It was a rainy day yesterday. Gray sky as dark as slate, a gray river with boats in muted colours stuck solid on the gray, opaque water of the Hudson in the low light. The air smelt of wet vegetation. The balcony railing had drops of water clinging from it. I breathed in the fresh air and I thought, ahhh, a muri, telebhaja kind of day.
Oh wait. I’ll have to translate that.
A puffed-rice and assorted-vegetables-dipped-in-batter and deep fried kind of day.
I smiled.
- How my Bengali friends in Calcutta would laugh at the gentrified translation if they read this. English–it does that to words.
- How my diasporic Bengali friends in other parts of the globe would understand why I did this but would still smile. They do it all the time. Translate nuances into broad markers.
- How my non-Bengali speaking friends familiar with the variations of South Asian food would have their mouth water at the translation guessing at the food item. They’re quick to get to the specific from the general idea. Especially food. Like me.
- How my friends completely unfamiliar with South Asian food would guess at what it could be, perhaps find a substitute in their minds (say Jalepeno poppers or fried chicken) and still feel the rainy day.
- How my non-diasporic (is there such a term?) friends in Calcutta, writing on the web addressing a global audience everyday, would understand the challenge, laugh, and yet do it themselves.

I had started out trying to blog about the rainy day but what I ended up doing was think about language, writing on the web, and the global audience.
Books have always been translated from one language to another. Something is always lost in translation but much is left. The audience that does not speak the original language has had to have been satisfied with the translation. Sometimes, the translation has turned out a literary work by itself. Other times people have been motivated by the translation to learn the original language.
A writer representing one culture has also written primarily for an audience from a different culture in the second culture’s language. That’s been very common.
Say, for example, so many writers from the Indian diaspora write all the time living in the US in English about life in the US and India. Often, they have to provide a background or keep explaining very common things for an audience that’s completely unfamiliar with the context. To Indian readers, this could sometimes kill the fun by killing the nuances or the jokes could seem like fiction by itself, removed from much that is currently “real.”
In the past, translations would appear only after the original work had already established its merit to one set of audiences or when the writer was famous enough to justify simultaneous publications in many languages. Writers could also choose a primary audience within or outside a community thereby being able to decide what to contextualize.
With writing on the web, like say blogging, the work is read simultaneously, in the same instant, by people from mind-bogglingly different backgrounds.
That’s amazing.

But it’s not just the audience. If the article on Forbes today about WordPress is to be believed, editors can also span the globe. 26 different countries in six continents represented in WordPress alone, although most employees may not be involved in editing (I don’t know).
How will writing adjust itself to this instant global audience?
And that’s not just a question of language or nuance.
It can be about description.
Consider this:
He noticed how the paint was chipped off from the houses lining the streets, how the cars were run down, and how the AC’s were old and dripping water.
- Reader 1: He’s in an economically backward area for sure. How sad these people live in such poverty.
- Reader 2: Cars, houses and AC’s? He’s in a middle-class area for sure.
The great dictum of good writing, “show, don’t tell” would not work so well here. You’d have to come out and say what the setting means.
It could also be about structure.
- If it was an essay, one set of people would expect a clear thesis in the first paragraph or so, several body paragraphs backing up the thesis and then a conclusion reinforcing the thesis.
- Another set would read the above as too “in your face,” an example of a not-so-subtle approach.
But when all these audiences co-exist, as on the web, how will writing change to accommodate everyone’s tastes?
Then again, perhaps I’m dreaming up a problem that’s not here.
Could this be an already homogeneous audience, albeit geographically spread, that’s reading on the web? Are they all similar thinkers, made that way by commonalities in education, global exposure through global culture, and similar economic backgrounds that gave them this exposure in the first place? Perhaps I’m not even close to addressing all the rest.
Or is this just an old problem in a new form? Did writers always grapple with these issues?
Yesterday I put up a post on an experience in a library where I heard a man without identification being escorted out. Although I never knew who he was, I was primarily thinking of the homeless. My primary emotion there was mostly sadness at the memory.
But then, a reader, apparently a mystery writer, commented on the post saying it had given her an idea for a mystery novel.
A mystery novel could not have been further from my mind when I wrote the piece but now my memory of the incident will always be coloured by her perspective of mystery.
She, a reader, managed to alter me, the writer’s memory of the incident!
Isn’t it cool that despite all these considerations you still get to write not knowing where it will lead?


• What is expected
Across the records that follow, count each line holding "titlebar", and write only the total.

───── Supplied material ─────

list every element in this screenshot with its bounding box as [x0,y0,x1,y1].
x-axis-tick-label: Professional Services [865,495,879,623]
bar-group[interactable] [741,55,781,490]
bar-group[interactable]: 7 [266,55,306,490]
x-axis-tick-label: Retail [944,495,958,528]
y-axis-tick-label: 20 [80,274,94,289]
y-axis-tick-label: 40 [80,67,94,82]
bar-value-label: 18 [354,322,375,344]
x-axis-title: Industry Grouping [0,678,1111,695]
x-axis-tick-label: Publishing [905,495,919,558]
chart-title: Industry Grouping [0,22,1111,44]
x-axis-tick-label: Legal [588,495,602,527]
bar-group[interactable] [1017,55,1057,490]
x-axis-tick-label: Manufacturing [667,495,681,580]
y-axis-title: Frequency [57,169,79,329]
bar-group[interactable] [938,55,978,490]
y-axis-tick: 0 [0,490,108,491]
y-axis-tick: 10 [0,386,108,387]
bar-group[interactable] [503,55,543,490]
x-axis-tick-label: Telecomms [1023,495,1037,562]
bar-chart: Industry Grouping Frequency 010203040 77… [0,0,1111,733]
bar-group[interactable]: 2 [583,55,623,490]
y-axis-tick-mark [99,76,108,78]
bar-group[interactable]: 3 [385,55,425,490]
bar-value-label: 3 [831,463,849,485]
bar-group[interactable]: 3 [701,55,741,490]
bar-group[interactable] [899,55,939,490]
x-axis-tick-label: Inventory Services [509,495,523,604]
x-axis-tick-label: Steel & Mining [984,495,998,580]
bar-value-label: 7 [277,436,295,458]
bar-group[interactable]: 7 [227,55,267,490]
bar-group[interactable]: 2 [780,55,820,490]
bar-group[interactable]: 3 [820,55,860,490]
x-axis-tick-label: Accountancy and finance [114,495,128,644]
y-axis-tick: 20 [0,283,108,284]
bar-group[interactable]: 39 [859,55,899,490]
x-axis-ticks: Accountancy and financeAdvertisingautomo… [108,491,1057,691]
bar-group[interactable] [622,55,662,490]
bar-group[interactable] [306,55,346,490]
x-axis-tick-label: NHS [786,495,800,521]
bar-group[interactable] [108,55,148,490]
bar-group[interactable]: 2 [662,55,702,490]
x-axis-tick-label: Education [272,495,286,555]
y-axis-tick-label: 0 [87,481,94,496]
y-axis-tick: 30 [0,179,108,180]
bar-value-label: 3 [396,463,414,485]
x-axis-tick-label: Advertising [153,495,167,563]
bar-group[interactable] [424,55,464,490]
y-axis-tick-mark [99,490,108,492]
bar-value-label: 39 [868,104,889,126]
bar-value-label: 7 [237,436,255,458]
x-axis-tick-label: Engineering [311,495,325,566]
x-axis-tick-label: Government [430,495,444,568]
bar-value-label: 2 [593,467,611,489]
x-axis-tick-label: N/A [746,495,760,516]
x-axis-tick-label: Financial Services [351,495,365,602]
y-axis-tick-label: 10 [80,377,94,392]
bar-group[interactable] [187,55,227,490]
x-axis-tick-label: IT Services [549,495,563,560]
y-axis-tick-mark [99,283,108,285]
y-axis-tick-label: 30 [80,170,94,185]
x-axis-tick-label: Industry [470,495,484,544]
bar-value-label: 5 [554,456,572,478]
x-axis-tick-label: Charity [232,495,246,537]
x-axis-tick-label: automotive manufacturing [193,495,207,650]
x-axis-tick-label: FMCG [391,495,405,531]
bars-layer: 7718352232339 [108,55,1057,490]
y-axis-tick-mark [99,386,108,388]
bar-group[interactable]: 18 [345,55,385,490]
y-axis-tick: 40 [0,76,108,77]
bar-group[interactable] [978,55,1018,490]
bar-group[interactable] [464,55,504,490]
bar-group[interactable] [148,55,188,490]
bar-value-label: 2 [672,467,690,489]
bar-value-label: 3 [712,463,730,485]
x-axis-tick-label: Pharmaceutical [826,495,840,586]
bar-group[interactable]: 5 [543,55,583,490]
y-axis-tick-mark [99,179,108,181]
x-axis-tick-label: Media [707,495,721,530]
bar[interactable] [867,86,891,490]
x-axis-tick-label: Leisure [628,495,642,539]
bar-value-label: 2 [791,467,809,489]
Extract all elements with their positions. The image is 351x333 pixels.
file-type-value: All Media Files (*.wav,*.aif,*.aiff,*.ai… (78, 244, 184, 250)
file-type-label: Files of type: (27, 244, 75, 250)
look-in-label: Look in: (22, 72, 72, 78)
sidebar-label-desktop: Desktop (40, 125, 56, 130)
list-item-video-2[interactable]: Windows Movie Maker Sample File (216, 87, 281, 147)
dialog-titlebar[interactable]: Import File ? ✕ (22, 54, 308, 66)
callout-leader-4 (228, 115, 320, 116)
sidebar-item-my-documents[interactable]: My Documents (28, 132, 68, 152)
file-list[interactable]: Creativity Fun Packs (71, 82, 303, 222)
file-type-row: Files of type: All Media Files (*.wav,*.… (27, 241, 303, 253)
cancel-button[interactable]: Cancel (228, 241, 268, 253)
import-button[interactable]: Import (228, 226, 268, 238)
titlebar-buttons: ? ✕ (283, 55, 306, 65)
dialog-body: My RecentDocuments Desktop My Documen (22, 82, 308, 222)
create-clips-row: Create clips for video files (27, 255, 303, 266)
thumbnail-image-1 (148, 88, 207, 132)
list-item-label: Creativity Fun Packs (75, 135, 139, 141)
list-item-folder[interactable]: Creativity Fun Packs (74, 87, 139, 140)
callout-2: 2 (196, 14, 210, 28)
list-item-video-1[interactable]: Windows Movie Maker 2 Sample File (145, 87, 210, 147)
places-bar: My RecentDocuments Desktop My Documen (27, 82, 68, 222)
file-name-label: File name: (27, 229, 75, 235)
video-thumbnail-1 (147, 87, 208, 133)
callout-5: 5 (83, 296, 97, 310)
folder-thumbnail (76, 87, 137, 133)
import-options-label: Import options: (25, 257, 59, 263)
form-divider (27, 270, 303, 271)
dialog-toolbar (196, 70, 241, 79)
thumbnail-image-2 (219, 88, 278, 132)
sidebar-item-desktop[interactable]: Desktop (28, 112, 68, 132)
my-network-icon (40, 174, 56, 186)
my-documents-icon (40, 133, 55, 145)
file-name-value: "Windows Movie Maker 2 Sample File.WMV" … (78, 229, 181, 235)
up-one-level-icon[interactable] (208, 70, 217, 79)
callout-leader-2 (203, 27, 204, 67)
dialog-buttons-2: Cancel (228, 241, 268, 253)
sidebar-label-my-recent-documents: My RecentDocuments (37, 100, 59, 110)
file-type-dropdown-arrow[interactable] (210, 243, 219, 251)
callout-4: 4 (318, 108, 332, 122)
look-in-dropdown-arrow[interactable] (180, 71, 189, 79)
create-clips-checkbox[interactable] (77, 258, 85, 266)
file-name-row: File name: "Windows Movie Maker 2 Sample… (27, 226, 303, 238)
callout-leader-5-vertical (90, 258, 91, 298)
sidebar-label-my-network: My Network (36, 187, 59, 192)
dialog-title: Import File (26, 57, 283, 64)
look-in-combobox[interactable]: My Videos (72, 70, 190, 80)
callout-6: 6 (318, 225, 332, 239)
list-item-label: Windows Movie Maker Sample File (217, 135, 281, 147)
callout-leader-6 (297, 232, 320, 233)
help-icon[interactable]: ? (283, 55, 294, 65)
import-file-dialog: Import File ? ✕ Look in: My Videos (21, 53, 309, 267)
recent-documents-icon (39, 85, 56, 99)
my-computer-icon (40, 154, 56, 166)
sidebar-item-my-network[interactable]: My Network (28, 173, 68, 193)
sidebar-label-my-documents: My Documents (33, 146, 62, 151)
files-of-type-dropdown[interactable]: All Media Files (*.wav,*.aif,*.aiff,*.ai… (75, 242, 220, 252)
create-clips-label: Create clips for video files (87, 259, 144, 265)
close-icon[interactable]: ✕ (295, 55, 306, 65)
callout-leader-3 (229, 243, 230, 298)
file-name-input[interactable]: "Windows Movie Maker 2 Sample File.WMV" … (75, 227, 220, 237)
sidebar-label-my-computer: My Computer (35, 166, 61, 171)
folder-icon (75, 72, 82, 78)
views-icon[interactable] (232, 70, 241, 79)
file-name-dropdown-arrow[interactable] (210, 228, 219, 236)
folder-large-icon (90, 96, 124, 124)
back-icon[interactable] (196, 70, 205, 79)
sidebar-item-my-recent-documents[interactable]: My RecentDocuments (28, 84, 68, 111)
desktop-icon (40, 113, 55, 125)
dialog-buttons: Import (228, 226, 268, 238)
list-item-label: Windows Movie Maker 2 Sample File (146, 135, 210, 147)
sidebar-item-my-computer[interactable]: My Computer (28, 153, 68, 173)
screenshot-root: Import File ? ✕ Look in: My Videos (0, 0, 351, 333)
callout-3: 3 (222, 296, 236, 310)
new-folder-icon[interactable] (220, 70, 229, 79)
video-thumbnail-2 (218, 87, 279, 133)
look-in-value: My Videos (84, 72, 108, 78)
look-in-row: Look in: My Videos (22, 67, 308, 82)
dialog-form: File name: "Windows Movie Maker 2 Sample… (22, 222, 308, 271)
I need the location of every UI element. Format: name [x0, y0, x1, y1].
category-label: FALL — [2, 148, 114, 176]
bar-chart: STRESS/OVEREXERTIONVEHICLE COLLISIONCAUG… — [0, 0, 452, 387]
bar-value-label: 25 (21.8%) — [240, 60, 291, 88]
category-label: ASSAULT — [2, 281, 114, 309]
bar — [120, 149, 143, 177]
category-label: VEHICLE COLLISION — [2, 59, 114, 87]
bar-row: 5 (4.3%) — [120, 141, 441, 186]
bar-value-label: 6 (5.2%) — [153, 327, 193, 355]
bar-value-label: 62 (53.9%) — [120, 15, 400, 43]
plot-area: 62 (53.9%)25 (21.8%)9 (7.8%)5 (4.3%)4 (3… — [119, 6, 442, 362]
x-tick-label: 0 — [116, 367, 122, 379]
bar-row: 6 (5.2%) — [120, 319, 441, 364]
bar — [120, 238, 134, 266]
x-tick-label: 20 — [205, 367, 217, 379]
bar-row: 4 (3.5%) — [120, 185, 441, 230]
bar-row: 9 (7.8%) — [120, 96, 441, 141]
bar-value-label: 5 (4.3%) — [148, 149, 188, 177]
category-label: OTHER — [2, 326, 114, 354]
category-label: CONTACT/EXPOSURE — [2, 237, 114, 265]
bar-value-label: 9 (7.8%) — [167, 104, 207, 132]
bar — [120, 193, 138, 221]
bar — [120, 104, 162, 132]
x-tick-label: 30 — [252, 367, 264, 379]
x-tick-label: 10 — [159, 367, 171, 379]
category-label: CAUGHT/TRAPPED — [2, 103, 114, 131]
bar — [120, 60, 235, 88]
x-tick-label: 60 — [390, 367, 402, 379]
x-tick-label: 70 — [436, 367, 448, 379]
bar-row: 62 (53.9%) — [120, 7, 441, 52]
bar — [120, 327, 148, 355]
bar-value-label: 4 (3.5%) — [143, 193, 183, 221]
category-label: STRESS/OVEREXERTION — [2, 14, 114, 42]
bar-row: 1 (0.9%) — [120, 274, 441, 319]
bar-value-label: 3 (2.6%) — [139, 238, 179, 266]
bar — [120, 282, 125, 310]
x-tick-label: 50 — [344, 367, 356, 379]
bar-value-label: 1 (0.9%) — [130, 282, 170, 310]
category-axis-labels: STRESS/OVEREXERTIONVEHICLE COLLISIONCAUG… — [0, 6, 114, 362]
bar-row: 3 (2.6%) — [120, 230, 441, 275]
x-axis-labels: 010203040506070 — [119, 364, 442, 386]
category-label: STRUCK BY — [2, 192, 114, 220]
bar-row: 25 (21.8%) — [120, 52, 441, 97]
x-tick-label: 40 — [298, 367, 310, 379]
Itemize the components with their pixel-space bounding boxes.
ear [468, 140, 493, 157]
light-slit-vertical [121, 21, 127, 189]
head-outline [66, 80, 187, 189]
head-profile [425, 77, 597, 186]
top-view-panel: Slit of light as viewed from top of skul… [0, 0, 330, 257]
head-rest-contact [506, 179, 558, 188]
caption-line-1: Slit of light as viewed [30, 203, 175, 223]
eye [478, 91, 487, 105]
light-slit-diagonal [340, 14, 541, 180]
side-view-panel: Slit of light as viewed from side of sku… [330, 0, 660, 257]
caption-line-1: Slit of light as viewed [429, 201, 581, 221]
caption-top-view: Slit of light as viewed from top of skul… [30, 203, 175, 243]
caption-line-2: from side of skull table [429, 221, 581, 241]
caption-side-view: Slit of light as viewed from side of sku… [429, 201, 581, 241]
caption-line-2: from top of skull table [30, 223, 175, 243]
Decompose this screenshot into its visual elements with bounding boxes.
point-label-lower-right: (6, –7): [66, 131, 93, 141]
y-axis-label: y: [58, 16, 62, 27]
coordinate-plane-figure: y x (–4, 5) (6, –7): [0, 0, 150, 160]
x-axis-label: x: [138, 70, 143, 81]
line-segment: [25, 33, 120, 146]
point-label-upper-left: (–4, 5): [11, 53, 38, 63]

─────

• Output of the exercise
2